The memo for which he has been pilloried is also the reason that the military, unlike the CIA, never waterboarded anybody. [Djamel Ameziane might disagree with that assertion.] Haynes recommended approval of certain modestly coercive techniques—the use of which later spun out of control—but he drew the line at several highly-coercive techniques, waterboarding included. Though they might be legal, he wrote, the military was trained in a tradition of restraint and shouldn’t use them. In other words, he behaved exactly the way the Left often criticizes the CIA for not behaving; even in a crisis setting, he refused to let the criminal law define military interrogation policy. Why is that fact not even part of the conversation about him?
And what were the "certain modestly coercive techniques" Haynes approved? In a November 27, 2002 memo from Haynes to then-Secretary of Defense Donald Rumsfeld, Haynes approved all "Category I and II" "counter-resistance techniques" that had been requested by Major General Mike Dunleavy, Commander of Task Force 170, Guantanamo. He also approved one of the "Category III" techniques. But as Wittes notes, he did not approve some others, including a version of waterboarding, and the making of death threats.

The actual techniques, derived from SERE torture training conducted by DoD, were described by Dunleavy's staff intelligence director, Lieutenant Commander Jerald Phifer, in a memo that accompanied Dunleavy's request, and which Haynes approved, in large part.

What techniques did Haynes approve? From the Phifer memo, they included all these "Category II" techniques:
(1) The use of stress positions (like standing), for a maximum of four hours.

(2) The use of falsified documents or reports

(3) Use of the isolation facility for up to 30 days. Request must be made to through the OIC [Officer in Charge], Interrogation Section, to the Director, Joint Interrogation Group (JIG). Extensions beyond the initial 30 days must be approved by the Commanding General. For selected detainees, the OIC, Interrogation Section, will approve all contacts with the detainee, to include medical visits of a non-emergent nature.

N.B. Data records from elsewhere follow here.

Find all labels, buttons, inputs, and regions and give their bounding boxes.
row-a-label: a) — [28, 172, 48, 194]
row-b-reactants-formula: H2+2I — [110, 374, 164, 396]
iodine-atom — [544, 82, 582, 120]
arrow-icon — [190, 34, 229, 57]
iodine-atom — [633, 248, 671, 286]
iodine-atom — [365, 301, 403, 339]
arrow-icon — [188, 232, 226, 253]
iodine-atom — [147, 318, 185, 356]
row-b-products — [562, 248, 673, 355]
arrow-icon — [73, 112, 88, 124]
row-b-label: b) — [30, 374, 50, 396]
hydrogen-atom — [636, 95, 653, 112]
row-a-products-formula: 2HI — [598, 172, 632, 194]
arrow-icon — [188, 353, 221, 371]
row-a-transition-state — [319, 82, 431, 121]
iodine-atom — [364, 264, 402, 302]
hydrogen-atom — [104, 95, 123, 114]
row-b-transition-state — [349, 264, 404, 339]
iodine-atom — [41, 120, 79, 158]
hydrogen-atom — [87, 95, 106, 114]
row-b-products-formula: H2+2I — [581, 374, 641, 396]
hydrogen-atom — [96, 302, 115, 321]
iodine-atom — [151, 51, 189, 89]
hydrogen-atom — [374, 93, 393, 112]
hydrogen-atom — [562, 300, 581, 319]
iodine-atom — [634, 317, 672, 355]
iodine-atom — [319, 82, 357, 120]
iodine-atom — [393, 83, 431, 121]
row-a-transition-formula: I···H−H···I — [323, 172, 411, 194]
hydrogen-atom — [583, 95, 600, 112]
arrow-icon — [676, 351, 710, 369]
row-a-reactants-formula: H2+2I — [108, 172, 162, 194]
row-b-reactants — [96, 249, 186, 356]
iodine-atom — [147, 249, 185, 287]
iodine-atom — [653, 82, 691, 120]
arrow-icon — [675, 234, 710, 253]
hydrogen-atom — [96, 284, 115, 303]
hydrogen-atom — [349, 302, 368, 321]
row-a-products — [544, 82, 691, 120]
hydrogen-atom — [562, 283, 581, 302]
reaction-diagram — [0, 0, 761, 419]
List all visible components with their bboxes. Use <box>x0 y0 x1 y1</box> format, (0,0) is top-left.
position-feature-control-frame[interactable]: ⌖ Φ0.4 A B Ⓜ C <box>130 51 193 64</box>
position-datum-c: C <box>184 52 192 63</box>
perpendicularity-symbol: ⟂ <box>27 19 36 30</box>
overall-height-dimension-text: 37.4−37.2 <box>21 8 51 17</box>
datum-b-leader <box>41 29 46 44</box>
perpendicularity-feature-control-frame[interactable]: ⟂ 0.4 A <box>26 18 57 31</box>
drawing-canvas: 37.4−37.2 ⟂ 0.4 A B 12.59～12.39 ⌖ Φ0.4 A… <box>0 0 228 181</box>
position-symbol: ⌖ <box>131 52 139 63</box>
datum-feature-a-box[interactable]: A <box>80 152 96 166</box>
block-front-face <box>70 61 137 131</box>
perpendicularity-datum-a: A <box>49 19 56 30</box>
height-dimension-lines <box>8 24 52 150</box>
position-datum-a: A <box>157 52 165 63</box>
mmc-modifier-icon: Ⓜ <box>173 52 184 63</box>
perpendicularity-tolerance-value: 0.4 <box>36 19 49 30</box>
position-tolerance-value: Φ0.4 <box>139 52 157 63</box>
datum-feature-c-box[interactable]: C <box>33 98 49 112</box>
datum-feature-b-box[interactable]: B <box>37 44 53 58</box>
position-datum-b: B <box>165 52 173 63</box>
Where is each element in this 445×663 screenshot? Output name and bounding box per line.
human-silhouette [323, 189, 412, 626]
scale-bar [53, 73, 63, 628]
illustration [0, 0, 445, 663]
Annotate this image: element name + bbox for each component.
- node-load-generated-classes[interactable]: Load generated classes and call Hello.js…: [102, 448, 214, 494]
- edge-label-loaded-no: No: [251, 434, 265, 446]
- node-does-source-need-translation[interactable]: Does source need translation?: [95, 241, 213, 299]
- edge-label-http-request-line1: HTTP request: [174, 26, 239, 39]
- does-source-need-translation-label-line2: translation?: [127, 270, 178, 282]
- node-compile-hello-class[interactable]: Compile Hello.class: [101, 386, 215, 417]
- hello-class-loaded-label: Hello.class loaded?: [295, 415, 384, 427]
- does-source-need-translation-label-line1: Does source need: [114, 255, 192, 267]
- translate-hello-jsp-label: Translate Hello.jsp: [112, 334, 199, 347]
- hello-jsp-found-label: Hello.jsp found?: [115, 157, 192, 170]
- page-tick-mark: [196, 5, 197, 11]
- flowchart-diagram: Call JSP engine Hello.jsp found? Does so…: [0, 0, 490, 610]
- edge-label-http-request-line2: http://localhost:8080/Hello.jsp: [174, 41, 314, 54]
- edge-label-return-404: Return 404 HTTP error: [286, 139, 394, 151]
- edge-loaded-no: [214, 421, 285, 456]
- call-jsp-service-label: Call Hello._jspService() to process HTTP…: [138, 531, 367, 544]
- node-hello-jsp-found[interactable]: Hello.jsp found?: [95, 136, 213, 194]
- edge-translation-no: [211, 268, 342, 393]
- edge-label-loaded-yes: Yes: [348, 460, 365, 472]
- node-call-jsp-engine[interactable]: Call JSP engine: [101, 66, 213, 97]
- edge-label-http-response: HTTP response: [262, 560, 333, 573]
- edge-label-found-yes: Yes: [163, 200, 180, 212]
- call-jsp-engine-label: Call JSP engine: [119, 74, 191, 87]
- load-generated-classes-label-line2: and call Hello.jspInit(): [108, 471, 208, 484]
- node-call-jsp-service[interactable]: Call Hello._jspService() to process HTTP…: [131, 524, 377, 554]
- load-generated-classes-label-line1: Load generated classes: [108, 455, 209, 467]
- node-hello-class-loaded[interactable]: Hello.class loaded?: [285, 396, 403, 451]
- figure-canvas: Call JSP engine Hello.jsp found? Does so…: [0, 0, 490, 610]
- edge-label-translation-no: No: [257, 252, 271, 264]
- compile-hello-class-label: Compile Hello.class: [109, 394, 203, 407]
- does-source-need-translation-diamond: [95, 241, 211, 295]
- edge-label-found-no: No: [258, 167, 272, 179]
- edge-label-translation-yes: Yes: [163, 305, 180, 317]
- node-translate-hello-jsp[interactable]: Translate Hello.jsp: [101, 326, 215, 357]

(4) Interrogating the detainee in an environment other than the standard interrogation booth.

(5) Deprivation of light and auditory stimuli

(6) The detainee may also have a hood placed over his head during transportation and questioning. The hood should not restrict breathing in any way and the detainee should be under direct observation when hooded.

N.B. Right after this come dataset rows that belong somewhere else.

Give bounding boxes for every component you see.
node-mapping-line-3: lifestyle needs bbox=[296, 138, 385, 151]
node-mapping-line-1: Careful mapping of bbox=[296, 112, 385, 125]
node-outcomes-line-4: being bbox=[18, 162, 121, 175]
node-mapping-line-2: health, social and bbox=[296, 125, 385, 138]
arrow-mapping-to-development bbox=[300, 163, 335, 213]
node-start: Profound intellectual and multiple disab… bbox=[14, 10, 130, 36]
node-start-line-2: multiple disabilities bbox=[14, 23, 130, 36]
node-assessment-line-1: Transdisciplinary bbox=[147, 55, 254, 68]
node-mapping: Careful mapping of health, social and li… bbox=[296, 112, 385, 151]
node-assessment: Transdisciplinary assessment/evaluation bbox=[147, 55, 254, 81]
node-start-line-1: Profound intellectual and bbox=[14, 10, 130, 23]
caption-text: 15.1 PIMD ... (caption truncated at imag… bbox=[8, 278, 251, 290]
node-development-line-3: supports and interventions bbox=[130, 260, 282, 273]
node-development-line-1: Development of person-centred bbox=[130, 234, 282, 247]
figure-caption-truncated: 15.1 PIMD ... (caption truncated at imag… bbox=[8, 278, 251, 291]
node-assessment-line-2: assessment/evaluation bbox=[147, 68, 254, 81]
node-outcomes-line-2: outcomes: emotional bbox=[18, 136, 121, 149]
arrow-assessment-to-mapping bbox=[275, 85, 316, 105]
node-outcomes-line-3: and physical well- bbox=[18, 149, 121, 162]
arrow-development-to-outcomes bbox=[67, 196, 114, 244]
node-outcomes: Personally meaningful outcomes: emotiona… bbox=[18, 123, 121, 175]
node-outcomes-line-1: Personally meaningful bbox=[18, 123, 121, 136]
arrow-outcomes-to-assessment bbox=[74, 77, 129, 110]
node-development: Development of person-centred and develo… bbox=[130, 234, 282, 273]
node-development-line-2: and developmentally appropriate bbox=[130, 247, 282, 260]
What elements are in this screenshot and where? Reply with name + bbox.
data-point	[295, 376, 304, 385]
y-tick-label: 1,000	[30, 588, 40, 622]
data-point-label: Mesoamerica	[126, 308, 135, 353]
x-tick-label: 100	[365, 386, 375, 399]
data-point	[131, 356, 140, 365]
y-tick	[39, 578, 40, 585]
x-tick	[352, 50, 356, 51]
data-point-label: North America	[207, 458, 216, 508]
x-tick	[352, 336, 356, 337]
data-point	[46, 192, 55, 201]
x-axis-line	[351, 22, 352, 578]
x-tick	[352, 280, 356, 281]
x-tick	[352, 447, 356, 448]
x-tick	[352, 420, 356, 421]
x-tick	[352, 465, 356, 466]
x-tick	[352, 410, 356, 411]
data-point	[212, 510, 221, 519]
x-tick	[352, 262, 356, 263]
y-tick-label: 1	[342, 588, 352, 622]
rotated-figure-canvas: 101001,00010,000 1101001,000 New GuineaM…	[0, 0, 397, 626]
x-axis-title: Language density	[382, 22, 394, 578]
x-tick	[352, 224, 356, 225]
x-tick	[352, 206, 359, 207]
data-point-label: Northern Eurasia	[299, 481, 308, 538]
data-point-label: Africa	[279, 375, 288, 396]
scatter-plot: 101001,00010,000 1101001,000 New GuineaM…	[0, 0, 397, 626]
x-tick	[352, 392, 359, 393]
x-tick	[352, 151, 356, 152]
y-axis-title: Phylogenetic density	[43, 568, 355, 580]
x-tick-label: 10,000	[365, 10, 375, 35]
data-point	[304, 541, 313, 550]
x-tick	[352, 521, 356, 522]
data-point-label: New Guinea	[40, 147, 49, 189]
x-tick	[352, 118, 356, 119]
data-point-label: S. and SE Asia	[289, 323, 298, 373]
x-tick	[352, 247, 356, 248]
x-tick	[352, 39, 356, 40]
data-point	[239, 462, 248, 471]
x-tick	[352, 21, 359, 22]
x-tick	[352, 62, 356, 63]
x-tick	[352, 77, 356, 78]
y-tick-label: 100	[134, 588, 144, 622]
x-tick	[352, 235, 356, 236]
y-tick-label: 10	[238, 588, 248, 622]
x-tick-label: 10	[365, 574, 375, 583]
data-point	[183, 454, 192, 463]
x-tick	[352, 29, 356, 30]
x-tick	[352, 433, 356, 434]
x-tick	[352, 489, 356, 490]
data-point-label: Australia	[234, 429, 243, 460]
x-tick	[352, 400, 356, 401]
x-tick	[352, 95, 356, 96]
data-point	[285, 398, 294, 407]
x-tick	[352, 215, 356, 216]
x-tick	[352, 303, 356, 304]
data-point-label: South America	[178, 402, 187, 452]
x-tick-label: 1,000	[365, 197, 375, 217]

(7) The use of 20 hour interrogations.

(8) Removal of all comfort items (including religious items).

(9) Switching the detainee from hot rations to MREs.

(10) Removal of clothing.

(11) Forced grooming (shaving of facial hair, etc...)

(12) Using detainees individual phobias (such as fear of dogs) to induce stress.
According to Benjamin Wittes, these techniques are "modestly coercive." I wonder if Wittes himself were to be subjected to these, under conditions of indefinite detention, no less, he might not find himself truly "verklempt," or something far worse.

Famously, Donald Rumsfeld scribbled on the bottom of the Haynes memo, "However I stand for 8-10 hours a day. Why is standing limited to 4 hours?" In Wittes' world, I suppose Haynes is to be congratulated for holding stress positions to only four hours maximum at a time.

But then, I suppose for the Wittes, the intrepid scholar, this post of mine is just another "howl of rage from a new blogger over at Firedoglake." Referencing my notice of Wittes' peculiar sense of time above, I should note I've been writing at Firedoglake since April 2009, a year longer than "Lawfare" has been in business.

One last thing: Mr. Wittes, you cited favorably at your original post on Horton a May 17 blog post by Cully Stimson, former deputy assistant secretary of defense for detainee affairs at the time of the prisoners’ deaths. In Stimson's post, which you extensively quoted, Stimson claimed, "According to published reports, previously classified documents released by Wikileaks show that the suicides were indeed suicides, and were deliberate acts by the detainees." Could you or Mr. Stimson refer us to these "published reports" or "previously classified documents"? In the name of publishing the truth, and furthering your critique of the Horton article, I can't see why you'd ever refuse.